American colleges are apparently now working to focus more on career preparation because they want to help their graduates be better prepared to get jobs. Good luck with that, career services; you can’t get blood from a stone.
According to a piece in the Huffington Post:
Schools have revamped career centers, expanded internship programs and pushed alumni to serve as mentors. The changes are not only in response to a tough job market, but because parents are demanding that graduates be prepared for the workplace.
“Parents and students’ questions and concerns have changed just as much as society has changed,” said John Fraire, vice president for student affairs and enrollment at Washington State University in Pullman, Wash. “Questions about job security, income, graduation rates – it’s to be expected.”
Questions like these are understandable, for sure, but its unlikely any of these workforce preparation programs will result in meaningful workforce participation.
According to the article, Northeastern and Drexel now offer co-op programs. Franklin & Marshall College’s career services department has “skills workshops on public speaking, social media, etiquette and even the art of the business meal.”
The University of Massachusetts-Amherst’s Hospitality and Tourism Management department has “a program in which students could meet industry leaders.”
If only those industry leaders were hiring. All of these efforts represent pretty interesting responses to parents’ concerns about job placement, but it’s an attempt to address the wrong problem.
The reason college graduates are having trouble finding jobs isn’t because of insufficient vocational training; it’s because the economy is still pretty bad and there’s just insufficient demand for college graduates in the job market.
As Paul Beaudry, an economist at the University of British Columbia, explained in a paper published earlier this year, there may be a more serious structural problem:
Demand for college-level occupations—primarily managers, professionals and technical workers—peaked as a share of the workforce in about 2000, just as the dot-com bubble was about to burst, and then began to decline. The supply of such workers, meanwhile, continued to grow through the 2000s. The subsequent housing boom helped mask the problem by creating artificially high demand for workers of all kinds, but only temporarily.
That’s not something “the art of the business meal” can fix.
It’s true colleges like Northeastern and Drexel might be able to offer a little help placing students around the edges, but there’s only so much career services can do. Colleges can’t place all their graduates into professional jobs if those jobs don’t exist.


WHAT YOU SHOULD DO: When the line with "The height and" is reached, include it and stop; before that, copy each line of the listing exactly from the first.

▶

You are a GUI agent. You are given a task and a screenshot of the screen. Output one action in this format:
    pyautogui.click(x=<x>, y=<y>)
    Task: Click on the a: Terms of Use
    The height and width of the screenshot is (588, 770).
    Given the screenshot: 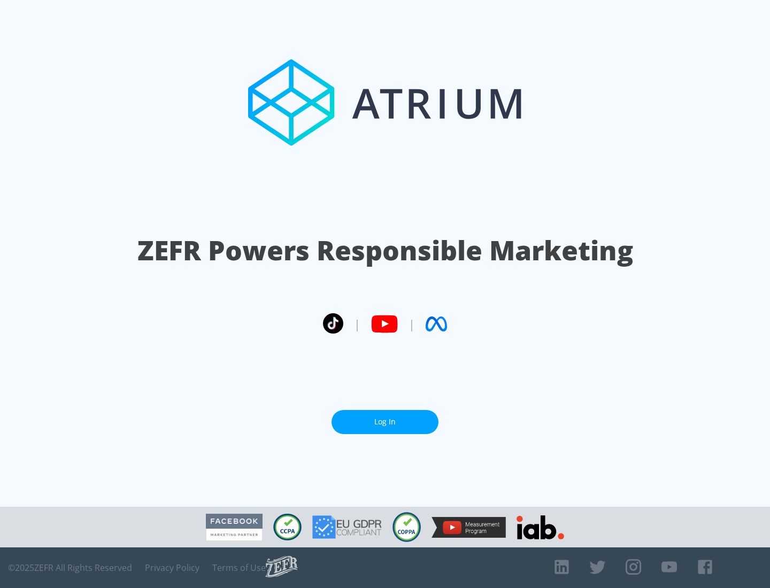 What is the action you would take?
    pyautogui.click(x=239, y=568)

◀

SOLUTION TO THE EXERCISE:
You are a GUI agent. You are given a task and a screenshot of the screen. Output one action in this format:
    pyautogui.click(x=<x>, y=<y>)
    Task: Click on the a: Terms of Use
    The height and width of the screenshot is (588, 770).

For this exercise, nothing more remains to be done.